How does “becoming food” differ theologically from the Incarnation?
The Incarnation is a permanent but singular event — God takes on human nature once and dwells among us from outside. The Eucharist is a daily, renewable, and interior event — God enters each soul personally, bodily, and without remainder. The Incarnation gives us a brother; the Eucharist gives us a food, which is a category of union unavailable by any other means.
What does “united with us in every way” mean practically?
It means that no dimension of the human person is left untouched by Eucharistic union. The body is physically united through the Real Presence; the soul is spiritually nourished through sanctifying grace; and the deepest centre of the spirit is drawn into the life of the Trinity through the grace of contemplative union. No other sacrament operates across all three registers simultaneously.
Why does Bernardine call this the “last” degree and not merely a “high” one?
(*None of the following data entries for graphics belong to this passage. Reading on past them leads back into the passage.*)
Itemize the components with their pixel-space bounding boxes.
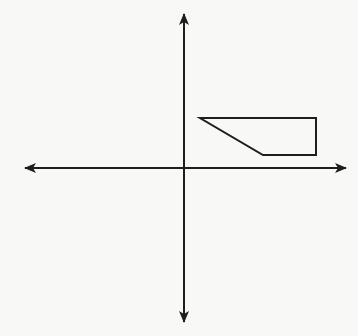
diagram-canvas [0,0,358,336]
trapezoid-shape [200,118,316,155]
coordinate-plane [0,0,358,336]
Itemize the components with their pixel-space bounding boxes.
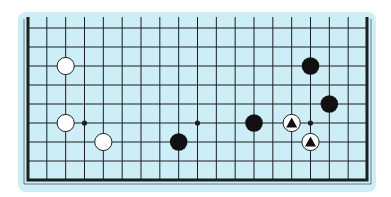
star-point [308,120,313,125]
go-board [0,0,391,197]
star-point [82,120,87,125]
black-stone [245,114,263,132]
star-point [195,120,200,125]
white-stone [57,114,74,131]
black-stone [321,95,339,113]
white-stone [57,57,74,74]
white-stone [95,133,112,150]
black-stone [170,133,188,151]
black-stone [302,57,320,75]
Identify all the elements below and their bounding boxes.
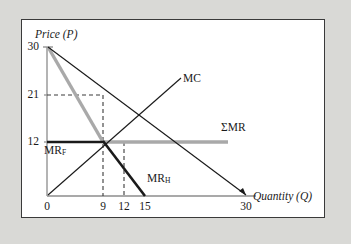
x-axis-title: Quantity (Q) bbox=[253, 190, 312, 202]
curve-label-mr-f: MRF bbox=[44, 144, 66, 156]
x-tick-label-0: 0 bbox=[40, 200, 54, 212]
y-tick-label-21: 21 bbox=[21, 88, 39, 100]
curve-label-mr-h-sub: H bbox=[165, 176, 170, 185]
x-tick-label-15: 15 bbox=[136, 200, 154, 212]
figure-root: Price (P) Quantity (Q) 30 21 12 0 9 12 1… bbox=[0, 0, 351, 244]
curve-label-mr-f-sub: F bbox=[62, 148, 66, 157]
y-tick-label-30: 30 bbox=[21, 40, 39, 52]
x-tick-label-9: 9 bbox=[96, 200, 110, 212]
x-tick-label-12: 12 bbox=[114, 200, 134, 212]
curve-label-mr-h-base: MR bbox=[147, 172, 165, 184]
curve-label-sigma-mr: ΣMR bbox=[221, 121, 246, 133]
y-tick-label-12: 12 bbox=[21, 135, 39, 147]
plot-panel bbox=[21, 19, 325, 218]
x-tick-label-30: 30 bbox=[237, 200, 255, 212]
curve-label-mr-h: MRH bbox=[147, 172, 170, 184]
curve-label-mr-f-base: MR bbox=[44, 144, 62, 156]
curve-label-mc: MC bbox=[183, 72, 201, 84]
y-axis-title: Price (P) bbox=[35, 28, 77, 40]
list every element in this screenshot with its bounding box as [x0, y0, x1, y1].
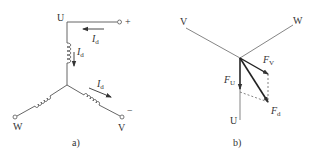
node-u-label: U [57, 12, 65, 23]
axis-v-label: V [180, 16, 188, 27]
vector-fd-label: Fd [270, 105, 281, 118]
diagram-canvas: + U Id Id W − V Id a) V W U [0, 0, 310, 158]
panel-a-star-winding: + U Id Id W − V Id a) [13, 12, 133, 149]
dashed-construction-diagonal [240, 92, 268, 102]
u-phase-coil [67, 43, 71, 63]
minus-sign: − [127, 105, 133, 116]
minus-terminal [120, 115, 124, 119]
w-terminal [13, 115, 17, 119]
vector-fu-label: FU [223, 74, 235, 87]
current-label-top: Id [91, 33, 99, 46]
axis-u-label: U [230, 115, 238, 126]
w-phase-branch [17, 85, 67, 116]
axis-w-label: W [293, 15, 303, 26]
v-axis [186, 28, 240, 58]
caption-b: b) [233, 137, 241, 149]
node-v-label: V [118, 122, 126, 133]
vector-fv-label: FV [262, 54, 274, 67]
current-label-u: Id [76, 46, 84, 59]
panel-b-phasor-diagram: V W U FV FU Fd b) [180, 15, 303, 149]
node-w-label: W [13, 121, 23, 132]
plus-sign: + [125, 16, 131, 27]
plus-terminal [118, 20, 122, 24]
current-label-v: Id [96, 78, 104, 91]
caption-a: a) [72, 137, 80, 149]
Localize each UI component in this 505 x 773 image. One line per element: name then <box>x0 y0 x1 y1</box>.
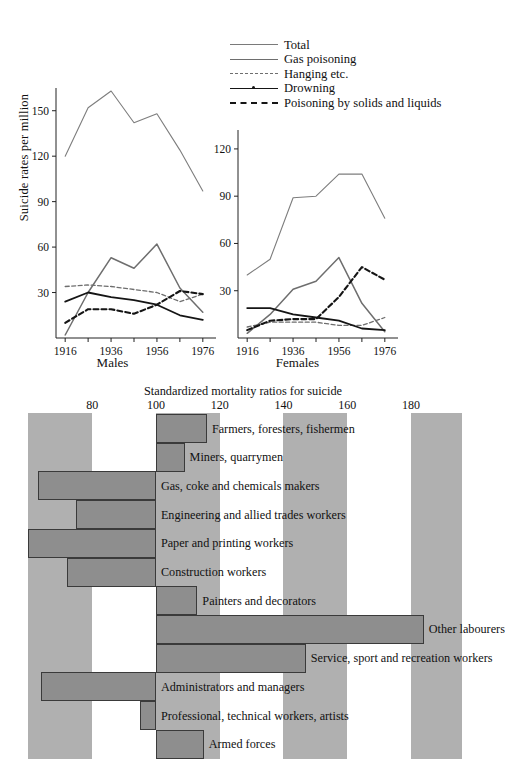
bar-label: Other labourers <box>424 622 505 637</box>
smr-tick-120: 120 <box>211 398 229 413</box>
bar-label: Armed forces <box>204 737 276 752</box>
y-tick-males-150: 150 <box>32 105 50 117</box>
bar-row[interactable]: Gas, coke and chemicals makers <box>0 471 480 500</box>
bar-label: Professional, technical workers, artists <box>156 708 349 723</box>
bar-label: Administrators and managers <box>156 679 305 694</box>
y-tick-males-30: 30 <box>38 287 50 299</box>
bar-label: Farmers, foresters, fishermen <box>207 421 355 436</box>
suicide-rates-line-charts: Suicide rates per million Total Gas pois… <box>0 0 480 382</box>
bar-row[interactable]: Paper and printing workers <box>0 529 480 558</box>
bar-label: Miners, quarrymen <box>185 450 283 465</box>
bar-row[interactable]: Farmers, foresters, fishermen <box>0 414 480 443</box>
y-tick-females-60: 60 <box>220 237 232 249</box>
bar-row[interactable]: Miners, quarrymen <box>0 443 480 472</box>
panel-caption-males: Males <box>40 355 185 371</box>
bar[interactable] <box>156 644 306 673</box>
panel-females: 3060901201916193619561976 <box>214 130 398 357</box>
smr-tick-100: 100 <box>147 398 165 413</box>
y-tick-males-90: 90 <box>38 196 50 208</box>
series-females-hanging-etc <box>247 318 385 328</box>
panel-males: 3060901201501916193619561976 <box>32 88 216 357</box>
y-tick-males-120: 120 <box>32 150 50 162</box>
smr-chart-title: Standardized mortality ratios for suicid… <box>0 384 480 399</box>
bar-row[interactable]: Engineering and allied trades workers <box>0 500 480 529</box>
bar-label: Gas, coke and chemicals makers <box>156 478 320 493</box>
bar-row[interactable]: Administrators and managers <box>0 672 480 701</box>
line-plot-canvas: 3060901201501916193619561976306090120191… <box>0 0 480 382</box>
bar-label: Service, sport and recreation workers <box>306 651 493 666</box>
bar[interactable] <box>76 500 156 529</box>
y-tick-males-60: 60 <box>38 241 50 253</box>
smr-tick-140: 140 <box>274 398 292 413</box>
bar-label: Paper and printing workers <box>156 536 293 551</box>
y-tick-females-90: 90 <box>220 190 232 202</box>
bar-label: Painters and decorators <box>197 593 316 608</box>
smr-tick-160: 160 <box>338 398 356 413</box>
bar[interactable] <box>38 471 156 500</box>
x-tick-females-1976: 1976 <box>373 345 396 357</box>
series-males-total <box>65 91 203 191</box>
bar[interactable] <box>67 558 156 587</box>
bar-row[interactable]: Professional, technical workers, artists <box>0 701 480 730</box>
series-females-drowning <box>247 308 385 330</box>
bar[interactable] <box>156 586 197 615</box>
bar-label: Construction workers <box>156 565 266 580</box>
bar[interactable] <box>28 529 156 558</box>
bar-row[interactable]: Construction workers <box>0 558 480 587</box>
smr-tick-180: 180 <box>402 398 420 413</box>
smr-bars: Farmers, foresters, fishermenMiners, qua… <box>0 413 480 759</box>
y-tick-females-120: 120 <box>214 143 232 155</box>
bar[interactable] <box>140 701 156 730</box>
y-tick-females-30: 30 <box>220 285 232 297</box>
smr-bar-chart: Standardized mortality ratios for suicid… <box>0 382 480 773</box>
smr-tick-80: 80 <box>86 398 98 413</box>
bar[interactable] <box>156 443 185 472</box>
series-females-poisoning-by-solids-and-liquids <box>247 267 385 330</box>
bar-row[interactable]: Other labourers <box>0 615 480 644</box>
bar[interactable] <box>156 414 207 443</box>
bar[interactable] <box>156 730 204 759</box>
bar-row[interactable]: Painters and decorators <box>0 586 480 615</box>
x-tick-males-1976: 1976 <box>191 345 214 357</box>
bar[interactable] <box>41 672 156 701</box>
bar-label: Engineering and allied trades workers <box>156 507 346 522</box>
bar-row[interactable]: Armed forces <box>0 730 480 759</box>
bar-row[interactable]: Service, sport and recreation workers <box>0 644 480 673</box>
panel-caption-females: Females <box>225 355 370 371</box>
series-females-total <box>247 174 385 275</box>
bar[interactable] <box>156 615 424 644</box>
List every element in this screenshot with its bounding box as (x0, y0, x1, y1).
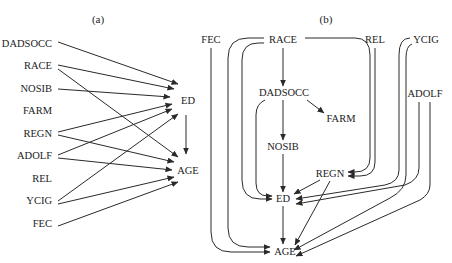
panel-b: (b) FEC RACE REL YCIG DADSOCC FARM ADOLF… (201, 13, 442, 257)
node-b-rel: REL (365, 34, 385, 45)
node-a-adolf: ADOLF (17, 150, 52, 161)
node-b-race: RACE (269, 34, 297, 45)
panel-b-edges (211, 38, 430, 256)
panel-a-edges (58, 42, 186, 226)
node-a-fec: FEC (33, 218, 52, 229)
node-b-dadsocc: DADSOCC (259, 87, 309, 98)
node-a-ed: ED (181, 95, 195, 106)
node-a-ycig: YCIG (26, 195, 52, 206)
node-a-rel: REL (32, 173, 52, 184)
node-a-nosib: NOSIB (20, 83, 52, 94)
node-a-race: RACE (24, 60, 52, 71)
node-a-farm: FARM (23, 105, 53, 116)
node-b-nosib: NOSIB (267, 141, 299, 152)
node-b-farm: FARM (327, 113, 357, 124)
node-b-ed: ED (276, 193, 290, 204)
node-b-ycig: YCIG (413, 34, 439, 45)
causal-graph-figure: (a) DADSOCC RACE NOSIB FARM REGN ADOLF R… (0, 0, 452, 263)
node-a-age: AGE (177, 165, 199, 176)
node-b-regn: REGN (316, 168, 345, 179)
panel-b-title: (b) (320, 13, 333, 26)
node-a-dadsocc: DADSOCC (2, 38, 52, 49)
node-b-adolf: ADOLF (407, 88, 442, 99)
node-a-regn: REGN (23, 128, 52, 139)
node-b-fec: FEC (201, 34, 220, 45)
node-b-age: AGE (274, 246, 296, 257)
panel-a-title: (a) (92, 13, 105, 26)
panel-a: (a) DADSOCC RACE NOSIB FARM REGN ADOLF R… (2, 13, 199, 229)
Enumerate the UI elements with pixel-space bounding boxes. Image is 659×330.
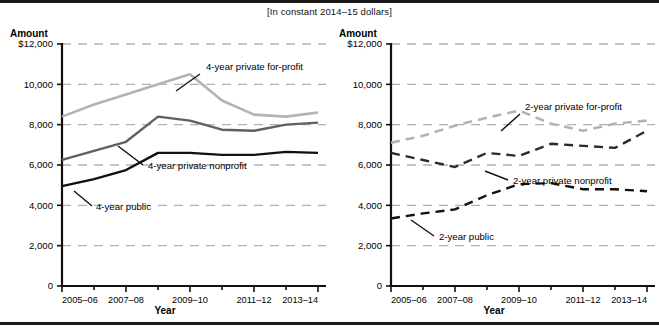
y-tick-label: $12,000 <box>18 38 53 49</box>
year-axis-title-right: Year <box>329 305 659 316</box>
y-tick-label: 0 <box>377 280 382 291</box>
x-tick-label: 2013–14 <box>611 295 647 305</box>
x-tick-label: 2009–10 <box>172 295 208 305</box>
y-tick-label: 10,000 <box>353 79 382 90</box>
chart-panel-right: Amount 02,0004,0006,0008,00010,000$12,00… <box>329 24 659 322</box>
top-rule <box>0 0 659 3</box>
series-annotation-label: 4-year public <box>96 201 151 212</box>
annotation-leader-line <box>485 171 508 180</box>
x-tick-label: 2009–10 <box>501 295 537 305</box>
y-tick-label: 8,000 <box>358 119 382 130</box>
x-tick-label: 2005–06 <box>62 295 98 305</box>
figure-subtitle: [In constant 2014–15 dollars] <box>0 6 659 17</box>
series-annotation-label: 2-year private nonprofit <box>513 175 612 186</box>
x-tick-label: 2011–12 <box>565 295 600 305</box>
y-tick-label: 6,000 <box>358 159 382 170</box>
y-tick-label: 4,000 <box>29 200 53 211</box>
y-tick-label: 8,000 <box>29 119 53 130</box>
y-tick-label: $12,000 <box>347 38 382 49</box>
bottom-rule <box>0 322 659 325</box>
y-tick-label: 10,000 <box>24 79 53 90</box>
line-chart-right: 02,0004,0006,0008,00010,000$12,0002005–0… <box>329 24 659 322</box>
annotation-leader-line <box>74 191 92 206</box>
series-line <box>391 183 647 218</box>
y-tick-label: 6,000 <box>29 159 53 170</box>
x-tick-label: 2007–08 <box>108 295 144 305</box>
x-tick-label: 2007–08 <box>437 295 473 305</box>
y-tick-label: 4,000 <box>358 200 382 211</box>
x-tick-label: 2005–06 <box>391 295 427 305</box>
series-annotation-label: 2-year private for-profit <box>525 101 622 112</box>
series-line <box>391 131 647 167</box>
series-annotation-label: 2-year public <box>439 231 494 242</box>
y-tick-label: 0 <box>48 280 53 291</box>
x-tick-label: 2011–12 <box>236 295 271 305</box>
series-annotation-label: 4-year private nonprofit <box>148 160 247 171</box>
year-axis-title-left: Year <box>0 305 330 316</box>
annotation-leader-line <box>118 146 143 165</box>
x-tick-label: 2013–14 <box>282 295 318 305</box>
annotation-leader-line <box>411 220 434 236</box>
series-annotation-label: 4-year private for-profit <box>206 61 303 72</box>
y-tick-label: 2,000 <box>29 240 53 251</box>
line-chart-left: 02,0004,0006,0008,00010,000$12,0002005–0… <box>0 24 330 322</box>
annotation-leader-line <box>501 114 520 131</box>
chart-panel-left: Amount 02,0004,0006,0008,00010,000$12,00… <box>0 24 330 322</box>
y-tick-label: 2,000 <box>358 240 382 251</box>
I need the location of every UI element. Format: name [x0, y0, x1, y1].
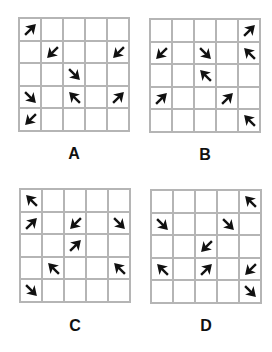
arrow-southwest-icon — [44, 44, 61, 61]
grid-cell — [109, 235, 131, 258]
grid-cell — [173, 43, 195, 66]
grid-cell — [152, 236, 174, 259]
grid-cell — [217, 110, 239, 133]
grid-cell — [43, 280, 65, 303]
arrow-southeast-icon — [220, 216, 237, 233]
grid-cell — [240, 191, 262, 214]
arrow-northwest-icon — [111, 260, 128, 277]
grid-cell — [64, 64, 86, 87]
grid-cell — [173, 110, 195, 133]
grid-cell — [108, 87, 130, 110]
grid-cell — [108, 19, 130, 42]
option-grid — [19, 188, 131, 303]
arrow-northwest-icon — [242, 193, 259, 210]
arrow-southeast-icon — [22, 89, 39, 106]
arrow-northwest-icon — [241, 45, 258, 62]
arrow-northwest-icon — [154, 261, 171, 278]
grid-cell — [240, 281, 262, 304]
grid-cell — [173, 88, 195, 111]
arrow-northeast-icon — [110, 89, 127, 106]
grid-cell — [217, 20, 239, 43]
grid-cell — [240, 259, 262, 282]
option-a[interactable]: A — [0, 0, 136, 176]
option-label: A — [54, 145, 94, 163]
arrow-southwest-icon — [153, 45, 170, 62]
grid-cell — [20, 42, 42, 65]
grid-cell — [173, 20, 195, 43]
grid-cell — [21, 235, 43, 258]
arrow-southwest-icon — [110, 44, 127, 61]
arrow-northeast-icon — [241, 22, 258, 39]
grid-cell — [43, 190, 65, 213]
arrow-southwest-icon — [198, 238, 215, 255]
option-grid — [150, 189, 262, 304]
arrow-northwest-icon — [197, 67, 214, 84]
grid-cell — [86, 87, 108, 110]
grid-cell — [86, 19, 108, 42]
grid-cell — [65, 280, 87, 303]
grid-cell — [109, 280, 131, 303]
grid-cell — [42, 42, 64, 65]
grid-cell — [151, 110, 173, 133]
grid-cell — [217, 43, 239, 66]
grid-cell — [65, 190, 87, 213]
grid-cell — [195, 20, 217, 43]
grid-cell — [108, 42, 130, 65]
grid-cell — [42, 87, 64, 110]
grid-cell — [152, 281, 174, 304]
grid-cell — [217, 88, 239, 111]
grid-cell — [195, 88, 217, 111]
grid-cell — [87, 190, 109, 213]
option-c[interactable]: C — [0, 176, 136, 352]
arrow-northeast-icon — [198, 261, 215, 278]
grid-cell — [43, 235, 65, 258]
grid-cell — [65, 213, 87, 236]
arrow-southeast-icon — [154, 216, 171, 233]
option-label: C — [55, 317, 95, 335]
arrow-northeast-icon — [22, 21, 39, 38]
arrow-northeast-icon — [219, 90, 236, 107]
grid-cell — [20, 19, 42, 42]
grid-cell — [174, 214, 196, 237]
grid-cell — [174, 259, 196, 282]
grid-cell — [109, 258, 131, 281]
grid-cell — [151, 20, 173, 43]
arrow-southeast-icon — [197, 45, 214, 62]
option-b[interactable]: B — [136, 0, 272, 176]
grid-cell — [65, 235, 87, 258]
grid-cell — [218, 214, 240, 237]
arrow-northeast-icon — [23, 215, 40, 232]
arrow-northwest-icon — [23, 192, 40, 209]
grid-cell — [21, 213, 43, 236]
arrow-southwest-icon — [242, 261, 259, 278]
grid-cell — [174, 281, 196, 304]
arrow-southeast-icon — [111, 215, 128, 232]
grid-cell — [86, 64, 108, 87]
grid-cell — [65, 258, 87, 281]
arrow-northeast-icon — [153, 90, 170, 107]
grid-cell — [64, 42, 86, 65]
grid-cell — [196, 236, 218, 259]
grid-cell — [195, 110, 217, 133]
grid-cell — [21, 190, 43, 213]
grid-cell — [174, 191, 196, 214]
grid-cell — [43, 258, 65, 281]
grid-cell — [239, 65, 261, 88]
grid-cell — [108, 109, 130, 132]
grid-cell — [173, 65, 195, 88]
arrow-northwest-icon — [45, 260, 62, 277]
grid-cell — [151, 88, 173, 111]
grid-cell — [87, 280, 109, 303]
grid-cell — [42, 64, 64, 87]
grid-cell — [240, 214, 262, 237]
grid-cell — [217, 65, 239, 88]
grid-cell — [218, 191, 240, 214]
grid-cell — [218, 259, 240, 282]
option-d[interactable]: D — [136, 176, 272, 352]
grid-cell — [86, 42, 108, 65]
grid-cell — [196, 281, 218, 304]
grid-cell — [239, 43, 261, 66]
arrow-southeast-icon — [242, 283, 259, 300]
grid-cell — [152, 259, 174, 282]
grid-cell — [195, 43, 217, 66]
Because “last” in the scholastic sense means “ultimate” — the telos, the end toward which all prior degrees are ordered. The Eucharist is not simply greater than the Passion; it is the reason the Passion exists. The self-giving of the Cross is made perpetually available precisely in the form of food, so that union can be renewed daily and not merely remembered historically.
How does this connect to Lectio Divina and the broader contemplative tradition?
Lectio Divina — the sacred reading and rumination on Scripture — is itself understood by the Fathers as a form of eating the Word. St. Jerome wrote: “We eat His flesh and drink His blood in the divine Scriptures and in the Eucharist.” The contemplative tradition sees these two tables — the Table of the Word and the Table of the Eucharist — as inseparable. Bernardine’s insight deepens the Lectio practice by revealing that the Word one reads and digests in prayer is the same Word who gives Himself as bread.